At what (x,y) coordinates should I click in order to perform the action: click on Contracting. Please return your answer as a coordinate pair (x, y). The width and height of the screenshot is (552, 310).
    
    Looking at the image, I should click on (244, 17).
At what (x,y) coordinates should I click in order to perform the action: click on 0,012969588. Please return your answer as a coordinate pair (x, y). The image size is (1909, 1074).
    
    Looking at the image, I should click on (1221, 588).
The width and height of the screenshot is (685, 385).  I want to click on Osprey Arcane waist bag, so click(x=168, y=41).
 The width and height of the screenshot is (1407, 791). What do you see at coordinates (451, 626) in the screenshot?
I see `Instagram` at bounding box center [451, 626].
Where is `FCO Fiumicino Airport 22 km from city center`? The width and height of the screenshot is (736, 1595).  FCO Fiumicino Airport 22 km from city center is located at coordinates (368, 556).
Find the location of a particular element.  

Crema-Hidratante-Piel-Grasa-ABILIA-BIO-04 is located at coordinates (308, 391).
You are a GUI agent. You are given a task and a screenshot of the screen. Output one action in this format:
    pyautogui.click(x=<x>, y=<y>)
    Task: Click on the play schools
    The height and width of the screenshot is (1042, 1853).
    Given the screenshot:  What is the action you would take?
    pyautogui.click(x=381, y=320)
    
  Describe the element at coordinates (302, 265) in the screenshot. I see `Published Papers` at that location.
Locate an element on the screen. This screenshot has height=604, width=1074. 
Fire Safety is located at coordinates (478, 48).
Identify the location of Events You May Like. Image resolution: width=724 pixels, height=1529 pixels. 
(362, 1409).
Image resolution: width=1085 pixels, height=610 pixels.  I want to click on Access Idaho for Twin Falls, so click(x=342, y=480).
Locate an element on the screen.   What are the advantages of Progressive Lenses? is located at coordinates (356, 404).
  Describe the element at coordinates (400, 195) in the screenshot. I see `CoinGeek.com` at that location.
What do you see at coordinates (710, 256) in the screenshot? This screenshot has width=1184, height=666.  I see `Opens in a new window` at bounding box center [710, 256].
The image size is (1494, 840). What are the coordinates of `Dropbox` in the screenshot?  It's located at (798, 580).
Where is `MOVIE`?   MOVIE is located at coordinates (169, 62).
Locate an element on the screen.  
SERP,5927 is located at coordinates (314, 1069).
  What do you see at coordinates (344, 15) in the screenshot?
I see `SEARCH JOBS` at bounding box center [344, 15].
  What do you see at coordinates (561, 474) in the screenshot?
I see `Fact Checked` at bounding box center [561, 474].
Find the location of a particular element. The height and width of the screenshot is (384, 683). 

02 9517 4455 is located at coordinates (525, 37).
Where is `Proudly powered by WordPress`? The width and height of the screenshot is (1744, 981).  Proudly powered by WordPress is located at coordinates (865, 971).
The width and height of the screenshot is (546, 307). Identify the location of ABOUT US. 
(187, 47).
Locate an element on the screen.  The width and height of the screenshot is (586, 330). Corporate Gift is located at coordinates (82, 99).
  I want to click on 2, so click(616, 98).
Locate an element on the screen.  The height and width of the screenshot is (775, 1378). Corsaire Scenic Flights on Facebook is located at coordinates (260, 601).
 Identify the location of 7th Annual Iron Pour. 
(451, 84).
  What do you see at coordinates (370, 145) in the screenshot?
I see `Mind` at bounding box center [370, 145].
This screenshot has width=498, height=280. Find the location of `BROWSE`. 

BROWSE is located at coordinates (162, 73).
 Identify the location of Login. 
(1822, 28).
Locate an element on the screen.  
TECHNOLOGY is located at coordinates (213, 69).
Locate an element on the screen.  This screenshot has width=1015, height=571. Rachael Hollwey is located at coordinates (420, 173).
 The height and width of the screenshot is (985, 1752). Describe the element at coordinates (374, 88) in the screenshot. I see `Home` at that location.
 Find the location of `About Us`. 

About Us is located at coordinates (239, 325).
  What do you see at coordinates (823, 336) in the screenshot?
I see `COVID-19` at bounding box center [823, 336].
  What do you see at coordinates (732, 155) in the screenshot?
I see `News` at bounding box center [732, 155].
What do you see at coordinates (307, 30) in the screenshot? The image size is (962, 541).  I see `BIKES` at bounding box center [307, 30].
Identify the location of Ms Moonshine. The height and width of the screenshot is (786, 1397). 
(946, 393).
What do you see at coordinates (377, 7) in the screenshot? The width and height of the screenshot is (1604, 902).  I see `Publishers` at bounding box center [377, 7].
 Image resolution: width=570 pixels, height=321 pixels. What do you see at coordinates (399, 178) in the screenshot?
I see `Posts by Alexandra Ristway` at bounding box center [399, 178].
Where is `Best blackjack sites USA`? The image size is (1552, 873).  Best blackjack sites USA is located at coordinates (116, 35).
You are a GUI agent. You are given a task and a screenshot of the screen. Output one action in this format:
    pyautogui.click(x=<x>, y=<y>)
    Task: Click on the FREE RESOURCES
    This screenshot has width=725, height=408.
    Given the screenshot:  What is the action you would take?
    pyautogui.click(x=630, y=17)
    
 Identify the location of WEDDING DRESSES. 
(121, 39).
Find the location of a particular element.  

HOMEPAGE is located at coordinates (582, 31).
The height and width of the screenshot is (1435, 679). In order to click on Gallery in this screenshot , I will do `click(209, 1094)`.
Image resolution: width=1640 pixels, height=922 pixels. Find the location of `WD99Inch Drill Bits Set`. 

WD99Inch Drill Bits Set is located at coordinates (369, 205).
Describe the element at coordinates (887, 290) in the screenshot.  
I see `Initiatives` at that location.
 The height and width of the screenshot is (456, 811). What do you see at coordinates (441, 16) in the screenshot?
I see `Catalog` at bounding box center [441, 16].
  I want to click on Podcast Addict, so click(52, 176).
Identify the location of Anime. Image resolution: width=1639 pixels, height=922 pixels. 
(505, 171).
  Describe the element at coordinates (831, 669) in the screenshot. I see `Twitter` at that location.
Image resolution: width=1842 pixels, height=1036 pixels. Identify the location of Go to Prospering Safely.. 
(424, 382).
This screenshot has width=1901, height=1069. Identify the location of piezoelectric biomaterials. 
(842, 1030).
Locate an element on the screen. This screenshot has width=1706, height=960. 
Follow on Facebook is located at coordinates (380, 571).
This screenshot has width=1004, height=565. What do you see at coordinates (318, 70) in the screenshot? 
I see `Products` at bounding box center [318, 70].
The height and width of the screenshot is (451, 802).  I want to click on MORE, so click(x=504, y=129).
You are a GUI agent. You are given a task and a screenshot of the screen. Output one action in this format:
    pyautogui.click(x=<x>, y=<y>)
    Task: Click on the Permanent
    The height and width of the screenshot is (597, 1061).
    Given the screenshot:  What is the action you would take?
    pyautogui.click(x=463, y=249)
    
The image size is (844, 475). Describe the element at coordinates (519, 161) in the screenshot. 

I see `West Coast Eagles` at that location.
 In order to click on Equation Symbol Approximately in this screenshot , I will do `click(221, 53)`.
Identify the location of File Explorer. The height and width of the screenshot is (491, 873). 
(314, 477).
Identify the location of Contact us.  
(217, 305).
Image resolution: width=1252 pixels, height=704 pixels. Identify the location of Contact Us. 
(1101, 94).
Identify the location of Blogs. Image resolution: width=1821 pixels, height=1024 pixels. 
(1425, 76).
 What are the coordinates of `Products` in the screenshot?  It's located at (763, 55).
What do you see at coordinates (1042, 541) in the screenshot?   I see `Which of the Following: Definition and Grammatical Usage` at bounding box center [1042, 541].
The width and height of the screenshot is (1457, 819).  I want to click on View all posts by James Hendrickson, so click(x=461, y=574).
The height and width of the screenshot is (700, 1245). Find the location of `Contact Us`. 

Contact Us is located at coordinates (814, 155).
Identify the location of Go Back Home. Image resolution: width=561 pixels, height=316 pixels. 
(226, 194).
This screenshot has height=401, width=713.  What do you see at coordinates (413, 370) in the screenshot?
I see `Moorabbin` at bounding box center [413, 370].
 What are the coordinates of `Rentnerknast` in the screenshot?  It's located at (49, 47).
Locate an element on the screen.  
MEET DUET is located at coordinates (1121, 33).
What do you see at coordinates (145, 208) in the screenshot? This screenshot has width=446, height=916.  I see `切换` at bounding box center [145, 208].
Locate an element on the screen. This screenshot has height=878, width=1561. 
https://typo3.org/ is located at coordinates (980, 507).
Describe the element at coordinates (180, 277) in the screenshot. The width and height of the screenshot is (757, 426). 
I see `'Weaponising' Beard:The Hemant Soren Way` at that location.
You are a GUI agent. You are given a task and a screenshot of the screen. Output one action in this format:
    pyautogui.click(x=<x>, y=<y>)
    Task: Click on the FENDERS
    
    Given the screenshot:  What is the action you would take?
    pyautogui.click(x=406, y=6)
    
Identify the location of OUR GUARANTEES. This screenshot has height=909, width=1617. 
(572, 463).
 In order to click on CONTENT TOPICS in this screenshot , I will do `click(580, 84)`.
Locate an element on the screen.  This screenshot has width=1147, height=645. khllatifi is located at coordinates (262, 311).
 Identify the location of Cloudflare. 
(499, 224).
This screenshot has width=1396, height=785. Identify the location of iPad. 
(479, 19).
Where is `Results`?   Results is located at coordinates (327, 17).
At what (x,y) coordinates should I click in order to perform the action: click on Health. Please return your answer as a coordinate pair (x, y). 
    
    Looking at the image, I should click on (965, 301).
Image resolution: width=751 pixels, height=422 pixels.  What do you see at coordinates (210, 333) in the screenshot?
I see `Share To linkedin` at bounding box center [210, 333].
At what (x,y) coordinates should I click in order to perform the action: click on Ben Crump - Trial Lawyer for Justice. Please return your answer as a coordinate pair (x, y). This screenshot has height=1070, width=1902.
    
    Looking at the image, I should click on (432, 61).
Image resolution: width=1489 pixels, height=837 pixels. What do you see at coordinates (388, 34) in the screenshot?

- **About this exercise**:
Above are some records; copy each line there that contains "will".

- **Exercise output**:
The height and width of the screenshot is (1435, 679). In order to click on Gallery in this screenshot , I will do `click(209, 1094)`.
 In order to click on Equation Symbol Approximately in this screenshot , I will do `click(221, 53)`.
 In order to click on CONTENT TOPICS in this screenshot , I will do `click(580, 84)`.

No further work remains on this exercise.